Our heroes, in Biblical and
rabbinic times, are not the ones who get everything right. They are the ones who know how to
regroup when things are going spectacularly wrong.
I’m a little bit afraid that the
legacy of resilience that we bear, as a people and as individuals, a legacy
strengthened by those like Ruth who have joined our people throughout the Millennia,
is in danger of becoming diluted.
I’m afraid that we are in danger
of providing the next generation with so much hovering support that we’re
depriving them of the hard-won lesson and legacy of resilience.
Perhaps there’s a fine line
between guiding and hovering, between supporting and engulfing, but sometimes
I’ve crossed that line with my own family and I know I’m not alone.
Many will say, life throws us
enough curve balls, we don’t need to throw additional ones.

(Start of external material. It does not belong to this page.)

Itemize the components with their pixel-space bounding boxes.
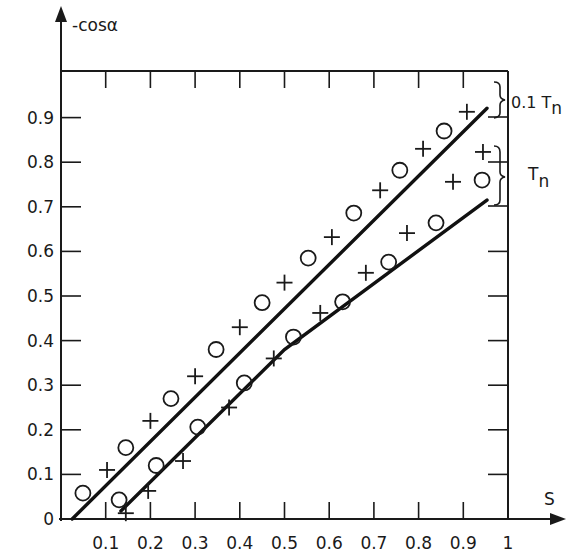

To which I say, sure. But if we are overprotective, then the
slightest curve ball will wreak havoc.
The right balance, the point
before guidance becomes control, is the balance we need to seek.
Above all, we need to acknowledge
the value of resilience. It helps
us navigate the circumstances we are given, to align the details of our reality
with our larger aspirations.
More important than praying for a
life without pain or disappointment, we should learn, from one another, and
from those who have lived before us, what to do with life’s inevitable pain and
disappointment.
In Biblical Israel, in rabbinic
Judea, in Vilna, in Baghdad, in Kashan, in Great Neck, we’ve shown resilience
and we continue to show resilience.
In addition to connecting us with
a broad religious tradition, our resilience also connects us with humanity.

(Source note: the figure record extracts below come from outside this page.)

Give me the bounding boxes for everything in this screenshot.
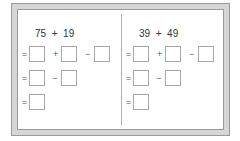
answer-box[interactable]	[133, 94, 149, 110]
answer-box[interactable]	[165, 46, 181, 62]
operator: −	[189, 49, 194, 59]
equals-sign: =	[126, 49, 131, 59]
step-row-3: =	[18, 94, 121, 112]
operator: −	[156, 73, 161, 83]
answer-box[interactable]	[61, 46, 77, 62]
step-row-1: = + −	[18, 46, 121, 64]
equals-sign: =	[22, 73, 27, 83]
problem-expression: 75 + 19	[35, 28, 74, 39]
answer-box[interactable]	[133, 46, 149, 62]
answer-box[interactable]	[94, 46, 110, 62]
operator: +	[52, 28, 58, 39]
worksheet-area: 75 + 19 = + − = − = 39 + 49	[17, 9, 224, 130]
equals-sign: =	[22, 97, 27, 107]
problem-expression: 39 + 49	[139, 28, 178, 39]
answer-box[interactable]	[29, 94, 45, 110]
step-row-2: = −	[122, 70, 225, 88]
equals-sign: =	[126, 73, 131, 83]
answer-box[interactable]	[133, 70, 149, 86]
equals-sign: =	[22, 49, 27, 59]
operator: +	[53, 49, 58, 59]
operator: +	[157, 49, 162, 59]
operator: −	[85, 49, 90, 59]
operand-b: 49	[167, 28, 178, 39]
step-row-2: = −	[18, 70, 121, 88]
operator: −	[52, 73, 57, 83]
answer-box[interactable]	[61, 70, 77, 86]
operand-b: 19	[63, 28, 74, 39]
problem-panel-2: 39 + 49 = + − = − =	[122, 10, 225, 129]
answer-box[interactable]	[165, 70, 181, 86]
equals-sign: =	[126, 97, 131, 107]
step-row-3: =	[122, 94, 225, 112]
answer-box[interactable]	[29, 46, 45, 62]
operand-a: 39	[139, 28, 150, 39]
operator: +	[156, 28, 162, 39]
answer-box[interactable]	[29, 70, 45, 86]
problem-panel-1: 75 + 19 = + − = − =	[18, 10, 121, 129]
answer-box[interactable]	[198, 46, 214, 62]
operand-a: 75	[35, 28, 46, 39]
worksheet-frame: 75 + 19 = + − = − = 39 + 49	[11, 3, 230, 136]
step-row-1: = + −	[122, 46, 225, 64]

Last Shabbat, I mentioned a
speech given by the poet Maya Angelou on the occasion of the birthday of her
friend, Andrew Young.
Maya Angelou wrote movingly about
the power of resilience. We may be
able to relate to some of her experiences and not to others, but the power of
resilience as she invokes it is, I believe, universally inspirational. I want to share one of her most
well-known poems which I hope will have some resonance with each of us.

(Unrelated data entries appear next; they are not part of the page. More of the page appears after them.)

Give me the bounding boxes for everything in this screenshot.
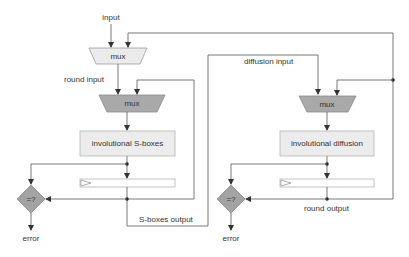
sbox-compare: =?	[17, 185, 45, 213]
input-label: input	[102, 13, 120, 22]
diffusion-register	[280, 179, 374, 187]
sbox-register	[80, 179, 175, 187]
sbox-mux-label: mux	[124, 99, 139, 108]
diffusion-error-label: error	[223, 234, 240, 243]
sboxes-block: involutional S-boxes	[80, 131, 175, 156]
round-input-label: round input	[64, 75, 105, 84]
diffusion-mux: mux	[299, 96, 356, 112]
diffusion-loopback-wire	[337, 80, 393, 95]
sboxes-output-label: S-boxes output	[139, 215, 194, 224]
sbox-mux: mux	[99, 95, 165, 112]
sbox-compare-label: =?	[26, 195, 36, 204]
sboxes-block-label: involutional S-boxes	[92, 139, 164, 148]
involutional-cipher-diagram: input mux round input mux involutional S…	[0, 0, 409, 257]
diffusion-compare: =?	[217, 185, 245, 213]
round-output-label: round output	[304, 204, 350, 213]
diffusion-block-label: involutional diffusion	[291, 139, 363, 148]
diffusion-mux-label: mux	[319, 100, 334, 109]
diffusion-input-label: diffusion input	[244, 57, 294, 66]
diffusion-block: involutional diffusion	[280, 131, 374, 156]
diffusion-compare-label: =?	[226, 195, 236, 204]
input-mux-label: mux	[110, 52, 125, 61]
diffusion-register-out-wire	[327, 187, 393, 199]
input-mux: mux	[89, 48, 147, 64]
sbox-error-label: error	[23, 234, 40, 243]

Still I Rise - Maya Angelou
You may write me down in history
With your bitter, twisted lies,
You may trod me in the very dirt
But still, like dust, I’ll rise.
Does my sassiness upset you?
Why are you beset with gloom?
‘Cause I walk like I’ve got oil wells
Pumping in my living room.
Just like moons and like suns,
With the certainty of tides,
Just like hopes springing high,
Still I’ll rise.
Did you want to see me broken?
Bowed head and lowered eyes?
Shoulders falling down like teardrops,
Weakened by my soulful cries?
Does my haughtiness offend you?
Don’t you take it awful hard
‘Cause I laugh like I’ve got gold mines
Diggin’ in my own backyard.
You may shoot me with your words,
You may cut me with your eyes,
You may kill me with your hatefulness,
But still, like air, I’ll rise.
Does my sexiness upset you?
Does it come as a surprise
That I dance like I’ve got diamonds
At the meeting of my thighs?
Out of the huts of history’s shame
I rise
Up from a past that’s rooted in pain
I rise
I’m a black ocean, leaping and wide,
Welling and swelling I bear in the tide.
Leaving behind nights of terror and fear
I rise
Into a daybreak that’s wondrously clear
I rise
Bringing the gifts that my ancestors gave,
I am the dream and the hope of the slave.
I rise I rise I rise.
In
these moments before yizkor, we remember loved ones who experienced a full
range of achievement and disappointment, pleasure and pain.
I
ask us right now to consider the moments when they charted a new course in
response to disappointment.
I
ask us to think about times in our own lives when we, in keeping with their example, fielded the
situations we were actually handed, rather than the situations we wished we had been
handed.
I
ask us to try to trace, if we can, a legacy of resilience – maybe strong at
times, maybe feint at times.
This
is our legacy as Jews and as human beings. We bring our own ancestors’ gifts. From disappointments and pain large and small, directly
experienced and borne through our people, we rise again and again.
Originally delivered at Temple Israel of Great Neck on Shavuot, prior to Yizkor, June 5, 2014.